Why they did not has been frankly stated by one of them in his account of Governor Gerry's administration:
With the Supreme Judicial Court the party did not interfere.
In respect for the authority of the Const.i.tution this forbearance was observed; it having been conceded after due deliberation by men having the confidence of the dominant party that neither the court nor the judges were within the power of the legislature. The result was very reluctantly acceded to, for the imposing influence of that court had been felt in the political agitation of the times, and some of the judges, like some ministers of the gospel, had been unwise enough to give to the extension of their political feelings the aid directly derived from their official authority.[Footnote: Austin, "Life of Elbridge Gerry," II, 339. See Chap. XXII.]

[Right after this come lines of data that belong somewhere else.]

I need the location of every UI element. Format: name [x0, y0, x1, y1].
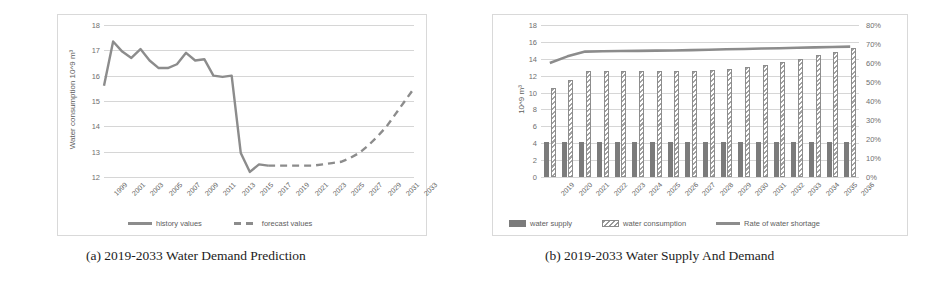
- caption-a: (a) 2019-2033 Water Demand Prediction: [86, 248, 306, 264]
- legend-item-history-values: history values: [128, 219, 202, 228]
- y-axis-tick-label: 16: [78, 71, 100, 80]
- dashed-line-icon: [234, 222, 258, 225]
- series-line-0: [104, 41, 268, 171]
- x-axis-tick-label: 2013: [240, 181, 256, 197]
- secondary-y-axis-tick-label: 30%: [866, 116, 881, 125]
- hatched-bar-icon: [602, 220, 619, 227]
- legend-label-water-supply: water supply: [530, 219, 572, 228]
- x-axis-tick-label: 2005: [167, 181, 183, 197]
- x-axis-tick-label: 2019: [559, 181, 575, 197]
- y-axis-tick-label: 6: [515, 122, 537, 131]
- x-axis-tick-label: 2036: [860, 181, 876, 197]
- secondary-y-axis-tick-label: 50%: [866, 78, 881, 87]
- x-axis-tick-label: 2033: [807, 181, 823, 197]
- y-axis-tick-label: 4: [515, 139, 537, 148]
- x-axis-tick-label: 2023: [331, 181, 347, 197]
- y-axis-tick-label: 13: [78, 147, 100, 156]
- y-axis-tick-label: 12: [78, 173, 100, 182]
- x-axis-tick-label: 2032: [789, 181, 805, 197]
- y-axis-tick-label: 16: [515, 37, 537, 46]
- legend-item-water-consumption: water consumption: [602, 219, 686, 228]
- series-line-1: [268, 88, 414, 165]
- line-series-a: [104, 25, 414, 177]
- legend-item-water-supply: water supply: [509, 219, 572, 228]
- secondary-y-axis-tick-label: 40%: [866, 97, 881, 106]
- gridline: [104, 177, 414, 178]
- legend-a: history values forecast values: [128, 219, 312, 228]
- legend-item-forecast-values: forecast values: [234, 219, 312, 228]
- figure-container: Water consumption 10^9 m³ 12131415161718…: [0, 0, 947, 291]
- y-axis-tick-label: 14: [515, 54, 537, 63]
- y-axis-tick-label: 8: [515, 105, 537, 114]
- y-axis-tick-label: 15: [78, 97, 100, 106]
- x-axis-tick-label: 2009: [204, 181, 220, 197]
- secondary-y-axis-tick-label: 20%: [866, 135, 881, 144]
- x-axis-tick-label: 2022: [612, 181, 628, 197]
- rate-line-icon: [716, 222, 740, 225]
- x-axis-tick-label: 2003: [149, 181, 165, 197]
- y-axis-tick-label: 14: [78, 122, 100, 131]
- x-axis-tick-label: 2021: [595, 181, 611, 197]
- rate-line-series-b: [541, 25, 859, 177]
- caption-b: (b) 2019-2033 Water Supply And Demand: [545, 248, 774, 264]
- y-axis-tick-label: 17: [78, 46, 100, 55]
- legend-item-rate-of-water-shortage: Rate of water shortage: [716, 219, 820, 228]
- legend-b: water supply water consumption Rate of w…: [509, 219, 820, 228]
- x-axis-tick-label: 1999: [113, 181, 129, 197]
- x-axis-tick-label: 2011: [222, 181, 238, 197]
- y-axis-tick-label: 18: [78, 21, 100, 30]
- secondary-y-axis-tick-label: 70%: [866, 40, 881, 49]
- x-axis-tick-label: 2007: [186, 181, 202, 197]
- solid-bar-icon: [509, 220, 526, 227]
- x-axis-tick-label: 2029: [386, 181, 402, 197]
- x-axis-tick-label: 2029: [736, 181, 752, 197]
- x-axis-tick-label: 2035: [842, 181, 858, 197]
- x-axis-tick-label: 2023: [630, 181, 646, 197]
- x-axis-tick-label: 2027: [368, 181, 384, 197]
- x-axis-tick-label: 2021: [313, 181, 329, 197]
- y-axis-tick-label: 0: [515, 173, 537, 182]
- x-axis-tick-label: 2017: [277, 181, 293, 197]
- gridline: [541, 177, 859, 178]
- x-axis-tick-label: 2028: [718, 181, 734, 197]
- y-axis-tick-label: 10: [515, 88, 537, 97]
- x-axis-tick-label: 2031: [771, 181, 787, 197]
- legend-label-forecast-values: forecast values: [262, 219, 312, 228]
- x-axis-tick-label: 2034: [824, 181, 840, 197]
- x-axis-tick-label: 2025: [665, 181, 681, 197]
- x-axis-tick-label: 2031: [404, 181, 420, 197]
- chart-panel-b: 10^9 m³ 024681012141618 0%10%20%30%40%50…: [492, 14, 908, 236]
- x-axis-tick-label: 2030: [754, 181, 770, 197]
- legend-label-water-consumption: water consumption: [623, 219, 686, 228]
- y-axis-tick-label: 18: [515, 21, 537, 30]
- chart-panel-a: Water consumption 10^9 m³ 12131415161718…: [57, 14, 427, 236]
- x-axis-tick-label: 2025: [350, 181, 366, 197]
- solid-line-icon: [128, 222, 152, 225]
- secondary-y-axis-tick-label: 0%: [866, 173, 877, 182]
- x-axis-tick-label: 2019: [295, 181, 311, 197]
- x-axis-tick-label: 2001: [131, 181, 147, 197]
- x-axis-tick-label: 2026: [683, 181, 699, 197]
- y-axis-tick-label: 12: [515, 71, 537, 80]
- y-axis-tick-label: 2: [515, 156, 537, 165]
- x-axis-tick-label: 2027: [701, 181, 717, 197]
- legend-label-rate-of-water-shortage: Rate of water shortage: [744, 219, 820, 228]
- y-axis-title-a: Water consumption 10^9 m³: [68, 40, 77, 160]
- x-axis-tick-label: 2015: [258, 181, 274, 197]
- secondary-y-axis-tick-label: 80%: [866, 21, 881, 30]
- x-axis-tick-label: 2020: [577, 181, 593, 197]
- secondary-y-axis-tick-label: 10%: [866, 154, 881, 163]
- series-line-rate-of-water-shortage: [550, 47, 850, 63]
- secondary-y-axis-tick-label: 60%: [866, 59, 881, 68]
- x-axis-tick-label: 2033: [423, 181, 439, 197]
- legend-label-history-values: history values: [156, 219, 202, 228]
- x-axis-tick-label: 2024: [648, 181, 664, 197]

The weakest point in this system of judicial organization is the vesting of jurisdiction of small civil causes in justices of the peace. Of these there are generally several in each town, having jurisdiction over the whole county. Some may be lawyers. None need be, and few are. Any one of them can try cases. Which of them shall try any particular case is left to be determined by the lawyer who brings it.

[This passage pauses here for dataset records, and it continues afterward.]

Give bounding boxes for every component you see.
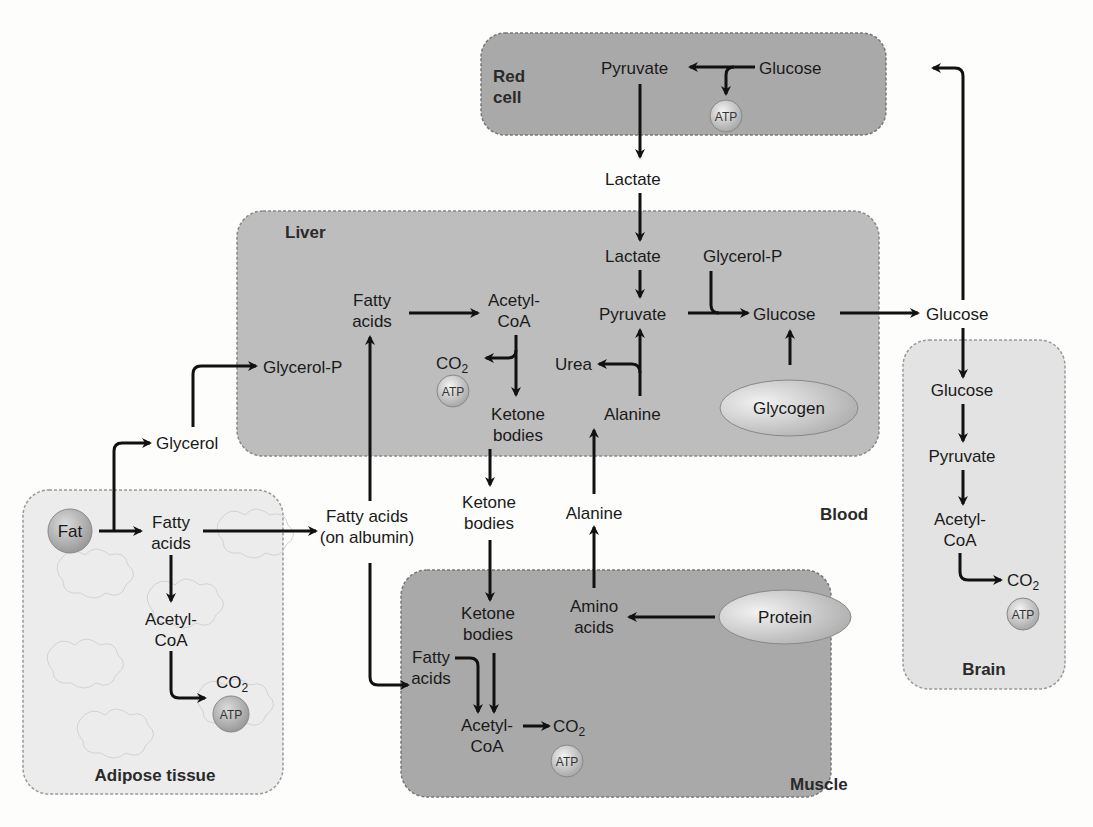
muscle-fatty-acids-2: acids bbox=[411, 669, 451, 688]
muscle-fatty-acids: Fatty bbox=[412, 648, 450, 667]
adipose-fatty-acids: Fatty bbox=[152, 513, 190, 532]
liver-glucose: Glucose bbox=[753, 305, 815, 324]
blood-label: Blood bbox=[820, 505, 868, 524]
blood-lactate: Lactate bbox=[605, 170, 661, 189]
adipose-label: Adipose tissue bbox=[95, 766, 216, 785]
arrow-blood-glucose-to-rbc bbox=[933, 68, 963, 300]
liver-lactate: Lactate bbox=[605, 247, 661, 266]
adipose-fatty-acids-2: acids bbox=[151, 534, 191, 553]
muscle-ketone-bodies: Ketone bbox=[461, 604, 515, 623]
blood-alanine: Alanine bbox=[566, 504, 623, 523]
liver-urea: Urea bbox=[555, 355, 592, 374]
muscle-amino-acids: Amino bbox=[570, 597, 618, 616]
brain-label: Brain bbox=[962, 660, 1005, 679]
red-cell-box bbox=[481, 33, 886, 135]
brain-acetyl-coa-2: CoA bbox=[943, 531, 977, 550]
liver-acetyl-coa-2: CoA bbox=[497, 312, 531, 331]
muscle-acetyl-coa: Acetyl- bbox=[461, 716, 513, 735]
adipose-fat: Fat bbox=[58, 522, 83, 541]
liver-glycerol-p-2: Glycerol-P bbox=[703, 247, 782, 266]
blood-glucose: Glucose bbox=[926, 305, 988, 324]
red-cell-label-2: cell bbox=[493, 88, 521, 107]
liver-fatty-acids: Fatty bbox=[353, 291, 391, 310]
liver-alanine: Alanine bbox=[604, 405, 661, 424]
liver-glycerol-p: Glycerol-P bbox=[263, 358, 342, 377]
blood-fatty-acids-2: (on albumin) bbox=[320, 528, 415, 547]
muscle-ketone-bodies-2: bodies bbox=[463, 625, 513, 644]
muscle-protein: Protein bbox=[758, 608, 812, 627]
brain-acetyl-coa: Acetyl- bbox=[934, 510, 986, 529]
liver-acetyl-coa: Acetyl- bbox=[488, 291, 540, 310]
adipose-atp: ATP bbox=[220, 708, 242, 722]
liver-pyruvate: Pyruvate bbox=[599, 305, 666, 324]
blood-ketone-bodies-2: bodies bbox=[464, 514, 514, 533]
red-cell-glucose: Glucose bbox=[759, 59, 821, 78]
brain-pyruvate: Pyruvate bbox=[928, 447, 995, 466]
muscle-atp: ATP bbox=[556, 755, 578, 769]
liver-glycogen: Glycogen bbox=[753, 399, 825, 418]
liver-label: Liver bbox=[285, 223, 326, 242]
liver-ketone-bodies-2: bodies bbox=[493, 426, 543, 445]
adipose-acetyl-coa: Acetyl- bbox=[145, 610, 197, 629]
metabolic-diagram: Red cell Pyruvate Glucose ATP Lactate Li… bbox=[0, 0, 1093, 827]
red-cell-atp: ATP bbox=[715, 110, 737, 124]
brain-atp: ATP bbox=[1012, 608, 1034, 622]
liver-atp: ATP bbox=[442, 385, 464, 399]
muscle-label: Muscle bbox=[790, 775, 848, 794]
blood-glycerol: Glycerol bbox=[156, 434, 218, 453]
adipose-acetyl-coa-2: CoA bbox=[154, 631, 188, 650]
liver-ketone-bodies: Ketone bbox=[491, 405, 545, 424]
blood-ketone-bodies: Ketone bbox=[462, 493, 516, 512]
muscle-acetyl-coa-2: CoA bbox=[470, 737, 504, 756]
muscle-amino-acids-2: acids bbox=[574, 618, 614, 637]
blood-fatty-acids: Fatty acids bbox=[326, 507, 408, 526]
brain-glucose: Glucose bbox=[931, 381, 993, 400]
red-cell-label: Red bbox=[493, 67, 525, 86]
liver-fatty-acids-2: acids bbox=[352, 312, 392, 331]
red-cell-pyruvate: Pyruvate bbox=[601, 59, 668, 78]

Justices of the peace can be trusted to dispose of petty criminal prosecutions and to conduct preliminary examinations into charges of any offence for the purpose of determining whether there is ground for holding the accused for trial before a jury, although even here mischief often results from their ignorance of law, and the sufferers have little means of redress.[Footnote: See McVeigh _v._ Ripley, 77 Connecticut Reports, 136; 58 Atlantic Reporter, 701.] Such prosecutions are brought by a public officer, who will not be apt to select an incompetent magistrate, and has no strong motive for choosing one specially likely to give judgment against the defendant. But in civil cases, for the lawyer who inst.i.tutes them to pick out his judge at will from a number who are equally competent to a.s.sume jurisdiction, and at the same time (as is generally the law) are left wholly without salaries, receiving nothing except fees for cases actually brought before them, is to place the defendant in a much less favorable position than the plaintiff. If the justice decides in favor of the latter, he is obviously more likely to get the subsequent patronage of his lawyer. In most justice suits judgment does go for the plaintiff, and not infrequently it is to be feared that he gets it from that consideration. Some justices rarely give any other judgment. Many lawyers bring all their cases before one justice, and seldom fail of success.